Mr. Taft
Mr. William Taft, President of these United States, shows a marvelous facility for getting on the right track and saying the wrong thing. The most glaring example of this is, of course, the tariff, but his attitude toward the American Negro is a . fatal second. Not only is Mr. Taft particeps minims with the late Mr. Roosevelt in the crime of Brownsville, but he added to that the Taft Doctrine of recognizing race prejudice, instead of fitness, in Federal appointments. On top of this, and in the face of a record of murder, lynching and burning in this country which has appalled the civilized world and loosened the tongue of many a man long since dumb on the race problem, in spite of this, Mr. Taft has blandly informed a deputation of colored men that any action on his part is quite outside his power, if not his interest.
Finally, Mr. Taft has several times expressed himself on Negro education. First he was quite enthusiastic for the education of the Negroes’ hands. Then—on the eve of his nomination to the presidency—he discovered at Fisk University a few black brains that deserved cultivation, but sparingly—sparingly. He would not overdo this sort of thing. Lately, on the eve of his campaign of renomination to the presidency, Mr. Taft has again declared that the Negro “ought to come and is coming more and more under the guardianship of the South!” This statement is, to speak mildly, extraordinary; and it will make thinking black men carefully considerate as to whether they are willing to enthrone this policy in the White House for another four years.
Let us examine the dictum: When a guardian is appointed it is because he has shown in the past some capacity for the position. One would not usually ask a murderer to guard life, nor a slave driver to direct labor, nor a libertine to protect girls. Or if by chance such an one is so appointed, it could only be that despite a forbidding past he had shown unmistakable signs of repentance, and will and ability to do right. We ask now in all charity and calmness: Have the Southern States of this land in the past or in the present exhibited any desire or ability to settle the Negro problem in accordance with reason and justice? The answer lies in nine burning words:
- Slavery
- Peonage
- Mulattoes
- Murder
- Mobs
- Lynching
- Disfranchisement
- Illiteracy
- Prejudice
We submit to any unprejudiced judge that a people that have shown no greater capacity for dealing with a great social problem than these fearful words indicate are not fit to be given sole and exclusive charge of ten million cattle much less ten million human souls.
And we further declare that a man who in the light of the history of this land can stand up and deny to the conscience and ability of the North and West any right to help in the settlement of a problem which belongs to them just as much as it belongs to the South, if not more—we declare that such a man has no business to be President of the United States.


» What the exercise asks
The answer must be an exact copy of the records, with every picture left out.

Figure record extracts

========

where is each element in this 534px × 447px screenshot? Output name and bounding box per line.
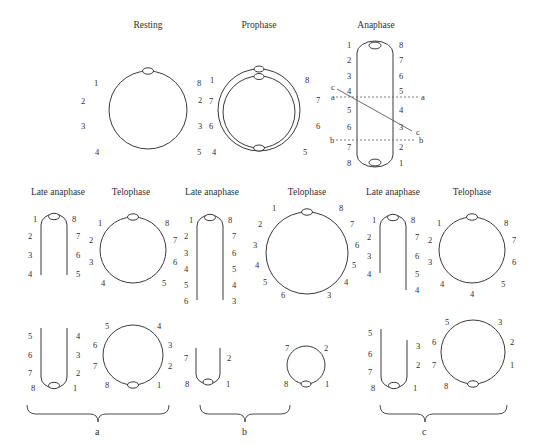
group-b-row1-tel-number: 8 bbox=[339, 204, 343, 213]
group-c-row2-tel-number: 3 bbox=[498, 318, 502, 327]
anaphase-number: 7 bbox=[399, 56, 403, 65]
group-a-row1-la-number: 4 bbox=[28, 270, 32, 279]
group-c-row2-la-number: 5 bbox=[368, 329, 372, 338]
centromere-icon bbox=[254, 74, 264, 80]
anaphase-number: 4 bbox=[399, 106, 403, 115]
group-a-row1-la-number: 2 bbox=[28, 232, 32, 241]
group-b-row1-tel-number: 1 bbox=[272, 204, 276, 213]
prophase-number: 2 bbox=[198, 96, 202, 105]
prophase-chromosome bbox=[218, 66, 300, 151]
section-label-a-right: a bbox=[421, 93, 425, 102]
centromere-icon bbox=[302, 209, 313, 215]
group-c-row1-la-number: 4 bbox=[367, 270, 371, 279]
prophase-number: 1 bbox=[210, 76, 214, 85]
group-c-row1-la-number: 6 bbox=[415, 252, 419, 261]
group-c-row2-late-anaphase-shape bbox=[381, 329, 407, 389]
resting-number: 1 bbox=[94, 79, 98, 88]
anaphase-number: 1 bbox=[399, 159, 403, 168]
group-a-row1-la-number: 6 bbox=[76, 251, 80, 260]
group-c-row2-la-number: 3 bbox=[416, 342, 420, 351]
anaphase-number: 8 bbox=[347, 159, 351, 168]
group-b-row1-la-number: 4 bbox=[232, 281, 236, 290]
group-b-row2-la-number: 8 bbox=[185, 380, 189, 389]
group-c-row1-la-number: 5 bbox=[415, 270, 419, 279]
group-c-row2-tel-number: 2 bbox=[510, 338, 514, 347]
brace-b-shape bbox=[200, 405, 290, 422]
centromere-icon bbox=[128, 214, 139, 220]
anaphase-number: 3 bbox=[347, 72, 351, 81]
brace-label-a: a bbox=[95, 427, 99, 437]
group-a-row1-tel-number: 1 bbox=[98, 219, 102, 228]
group-a-row2-la-number: 8 bbox=[31, 384, 35, 393]
anaphase-number: 8 bbox=[399, 41, 403, 50]
group-c-row1-telophase-shape bbox=[439, 214, 505, 283]
prophase-number: 6 bbox=[316, 122, 320, 131]
brace-a-shape bbox=[27, 405, 169, 422]
group-b-row1-telophase-shape bbox=[266, 209, 348, 294]
brace-label-c: c bbox=[422, 427, 426, 437]
group-c-row2-la-number: 1 bbox=[413, 384, 417, 393]
group-a-row1-tel-number: 7 bbox=[173, 236, 177, 245]
title-group-b-late-anaphase: Late anaphase bbox=[177, 188, 247, 198]
group-b-row1-tel-number: 5 bbox=[263, 278, 267, 287]
group-c-row1-tel-number: 1 bbox=[437, 219, 441, 228]
group-b-row2-late-anaphase-shape bbox=[196, 348, 220, 385]
centromere-icon bbox=[467, 214, 478, 220]
section-label-c-right: c bbox=[416, 128, 420, 137]
group-b-row1-la-number: 5 bbox=[232, 265, 236, 274]
group-c-row1-tel-number: 2 bbox=[428, 236, 432, 245]
group-b-row1-la-number: 1 bbox=[189, 216, 193, 225]
anaphase-number: 2 bbox=[347, 56, 351, 65]
group-b-row2-la-number: 1 bbox=[226, 380, 230, 389]
group-b-row1-tel-number: 3 bbox=[253, 241, 257, 250]
group-b-row1-la-number: 8 bbox=[228, 216, 232, 225]
anaphase-number: 4 bbox=[347, 87, 351, 96]
anaphase-number: 5 bbox=[399, 87, 403, 96]
group-a-row2-la-number: 6 bbox=[28, 351, 32, 360]
brace-c-shape bbox=[380, 405, 507, 422]
group-c-row1-tel-extra-number: 4 bbox=[470, 290, 474, 299]
group-a-row2-late-anaphase-shape bbox=[41, 328, 67, 389]
group-a-row1-tel-number: 3 bbox=[89, 258, 93, 267]
centromere-icon bbox=[49, 213, 60, 219]
group-a-row2-la-number: 2 bbox=[76, 369, 80, 378]
group-b-row1-tel-number: 5 bbox=[352, 261, 356, 270]
group-c-row1-tel-number: 5 bbox=[501, 280, 505, 289]
centromere-icon bbox=[468, 381, 479, 387]
brace-label-b: b bbox=[242, 427, 247, 437]
group-a-row1-la-number: 1 bbox=[33, 215, 37, 224]
group-c-row1-la-number: 2 bbox=[367, 233, 371, 242]
group-a-row1-la-number: 3 bbox=[28, 251, 32, 260]
title-group-a-telophase: Telophase bbox=[100, 188, 162, 198]
group-a-row1-la-number: 5 bbox=[76, 270, 80, 279]
group-a-row2-tel-number: 5 bbox=[105, 322, 109, 331]
section-label-c-left: c bbox=[331, 83, 335, 92]
group-b-row1-la-number: 7 bbox=[232, 232, 236, 241]
resting-chromosome bbox=[109, 68, 187, 149]
group-b-row1-la-number: 2 bbox=[184, 232, 188, 241]
centromere-icon bbox=[205, 214, 216, 220]
group-b-row1-la-number: 3 bbox=[232, 297, 236, 306]
group-b-row1-tel-number: 6 bbox=[355, 241, 359, 250]
anaphase-number: 6 bbox=[347, 123, 351, 132]
anaphase-number: 2 bbox=[399, 143, 403, 152]
group-c-row1-tel-number: 3 bbox=[428, 258, 432, 267]
centromere-icon bbox=[254, 66, 264, 72]
centromere-icon bbox=[128, 382, 139, 388]
group-a-row1-telophase-shape bbox=[100, 214, 166, 283]
group-a-row1-tel-number: 4 bbox=[101, 279, 105, 288]
group-c-row1-la-number: 3 bbox=[367, 252, 371, 261]
group-c-row2-tel-number: 6 bbox=[432, 338, 436, 347]
prophase-number: 5 bbox=[303, 148, 307, 157]
group-a-row1-tel-number: 6 bbox=[173, 258, 177, 267]
title-group-b-telophase: Telophase bbox=[276, 188, 338, 198]
title-group-c-telophase: Telophase bbox=[441, 188, 503, 198]
group-c-row2-tel-number: 7 bbox=[432, 361, 436, 370]
group-b-row1-tel-number: 4 bbox=[255, 261, 259, 270]
group-c-row1-tel-number: 7 bbox=[512, 236, 516, 245]
group-a-row1-tel-number: 2 bbox=[89, 236, 93, 245]
figure-shapes bbox=[0, 0, 534, 447]
group-b-row1-tel-number: 2 bbox=[258, 220, 262, 229]
group-b-row1-tel-number: 6 bbox=[281, 291, 285, 300]
centromere-icon bbox=[388, 214, 399, 220]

========

» Exercise result
where is each element in this 534px × 447px screenshot? Output name and bounding box per line.
group-b-row1-tel-number: 8 bbox=[339, 204, 343, 213]
group-c-row2-tel-number: 3 bbox=[498, 318, 502, 327]
anaphase-number: 7 bbox=[399, 56, 403, 65]
group-a-row1-la-number: 4 bbox=[28, 270, 32, 279]
group-c-row2-la-number: 5 bbox=[368, 329, 372, 338]
centromere-icon bbox=[254, 74, 264, 80]
anaphase-number: 4 bbox=[399, 106, 403, 115]
group-a-row1-la-number: 2 bbox=[28, 232, 32, 241]
group-b-row1-tel-number: 1 bbox=[272, 204, 276, 213]
prophase-number: 2 bbox=[198, 96, 202, 105]
prophase-chromosome bbox=[218, 66, 300, 151]
section-label-a-right: a bbox=[421, 93, 425, 102]
centromere-icon bbox=[302, 209, 313, 215]
group-c-row1-la-number: 4 bbox=[367, 270, 371, 279]
prophase-number: 1 bbox=[210, 76, 214, 85]
group-c-row1-la-number: 6 bbox=[415, 252, 419, 261]
group-c-row2-late-anaphase-shape bbox=[381, 329, 407, 389]
resting-number: 1 bbox=[94, 79, 98, 88]
anaphase-number: 1 bbox=[399, 159, 403, 168]
group-a-row1-la-number: 6 bbox=[76, 251, 80, 260]
group-c-row2-la-number: 3 bbox=[416, 342, 420, 351]
anaphase-number: 8 bbox=[347, 159, 351, 168]
group-b-row1-la-number: 4 bbox=[232, 281, 236, 290]
group-b-row2-la-number: 8 bbox=[185, 380, 189, 389]
group-c-row1-la-number: 5 bbox=[415, 270, 419, 279]
group-c-row2-tel-number: 2 bbox=[510, 338, 514, 347]
brace-b-shape bbox=[200, 405, 290, 422]
centromere-icon bbox=[128, 214, 139, 220]
anaphase-number: 3 bbox=[347, 72, 351, 81]
brace-label-a: a bbox=[95, 427, 99, 437]
group-a-row1-tel-number: 1 bbox=[98, 219, 102, 228]
group-a-row2-la-number: 8 bbox=[31, 384, 35, 393]
anaphase-number: 8 bbox=[399, 41, 403, 50]
group-c-row1-telophase-shape bbox=[439, 214, 505, 283]
prophase-number: 6 bbox=[316, 122, 320, 131]
brace-a-shape bbox=[27, 405, 169, 422]
group-b-row1-telophase-shape bbox=[266, 209, 348, 294]
brace-label-c: c bbox=[422, 427, 426, 437]
group-c-row2-la-number: 1 bbox=[413, 384, 417, 393]
group-a-row1-tel-number: 7 bbox=[173, 236, 177, 245]
title-group-b-late-anaphase: Late anaphase bbox=[177, 188, 247, 198]
group-b-row1-tel-number: 5 bbox=[263, 278, 267, 287]
group-c-row1-tel-number: 1 bbox=[437, 219, 441, 228]
group-b-row2-late-anaphase-shape bbox=[196, 348, 220, 385]
centromere-icon bbox=[467, 214, 478, 220]
section-label-c-right: c bbox=[416, 128, 420, 137]
group-b-row1-la-number: 5 bbox=[232, 265, 236, 274]
group-c-row1-tel-number: 2 bbox=[428, 236, 432, 245]
group-b-row1-la-number: 1 bbox=[189, 216, 193, 225]
anaphase-number: 2 bbox=[347, 56, 351, 65]
group-b-row2-la-number: 1 bbox=[226, 380, 230, 389]
group-b-row1-tel-number: 3 bbox=[253, 241, 257, 250]
group-b-row1-la-number: 8 bbox=[228, 216, 232, 225]
anaphase-number: 4 bbox=[347, 87, 351, 96]
anaphase-number: 5 bbox=[399, 87, 403, 96]
group-a-row2-la-number: 6 bbox=[28, 351, 32, 360]
brace-c-shape bbox=[380, 405, 507, 422]
group-c-row1-tel-extra-number: 4 bbox=[470, 290, 474, 299]
group-a-row2-late-anaphase-shape bbox=[41, 328, 67, 389]
group-a-row1-tel-number: 3 bbox=[89, 258, 93, 267]
centromere-icon bbox=[49, 213, 60, 219]
group-a-row2-la-number: 2 bbox=[76, 369, 80, 378]
group-b-row1-tel-number: 5 bbox=[352, 261, 356, 270]
group-c-row1-tel-number: 5 bbox=[501, 280, 505, 289]
centromere-icon bbox=[468, 381, 479, 387]
brace-label-b: b bbox=[242, 427, 247, 437]
group-a-row1-la-number: 1 bbox=[33, 215, 37, 224]
group-c-row1-la-number: 2 bbox=[367, 233, 371, 242]
group-a-row1-la-number: 3 bbox=[28, 251, 32, 260]
title-group-a-telophase: Telophase bbox=[100, 188, 162, 198]
group-a-row1-la-number: 5 bbox=[76, 270, 80, 279]
group-a-row2-tel-number: 5 bbox=[105, 322, 109, 331]
section-label-c-left: c bbox=[331, 83, 335, 92]
group-b-row1-la-number: 7 bbox=[232, 232, 236, 241]
resting-chromosome bbox=[109, 68, 187, 149]
group-b-row1-la-number: 2 bbox=[184, 232, 188, 241]
centromere-icon bbox=[205, 214, 216, 220]
group-b-row1-la-number: 3 bbox=[232, 297, 236, 306]
group-b-row1-tel-number: 6 bbox=[355, 241, 359, 250]
anaphase-number: 6 bbox=[347, 123, 351, 132]
anaphase-number: 2 bbox=[399, 143, 403, 152]
group-c-row1-tel-number: 3 bbox=[428, 258, 432, 267]
centromere-icon bbox=[254, 66, 264, 72]
centromere-icon bbox=[128, 382, 139, 388]
group-a-row1-telophase-shape bbox=[100, 214, 166, 283]
group-a-row1-tel-number: 4 bbox=[101, 279, 105, 288]
group-c-row1-la-number: 3 bbox=[367, 252, 371, 261]
group-c-row2-tel-number: 6 bbox=[432, 338, 436, 347]
prophase-number: 5 bbox=[303, 148, 307, 157]
group-a-row1-tel-number: 6 bbox=[173, 258, 177, 267]
title-group-b-telophase: Telophase bbox=[276, 188, 338, 198]
title-group-c-telophase: Telophase bbox=[441, 188, 503, 198]
group-c-row2-tel-number: 7 bbox=[432, 361, 436, 370]
group-b-row1-tel-number: 4 bbox=[255, 261, 259, 270]
group-c-row1-tel-number: 7 bbox=[512, 236, 516, 245]
group-a-row1-tel-number: 2 bbox=[89, 236, 93, 245]
figure-shapes bbox=[0, 0, 534, 447]
group-b-row1-tel-number: 2 bbox=[258, 220, 262, 229]
group-b-row1-tel-number: 6 bbox=[281, 291, 285, 300]
centromere-icon bbox=[388, 214, 399, 220]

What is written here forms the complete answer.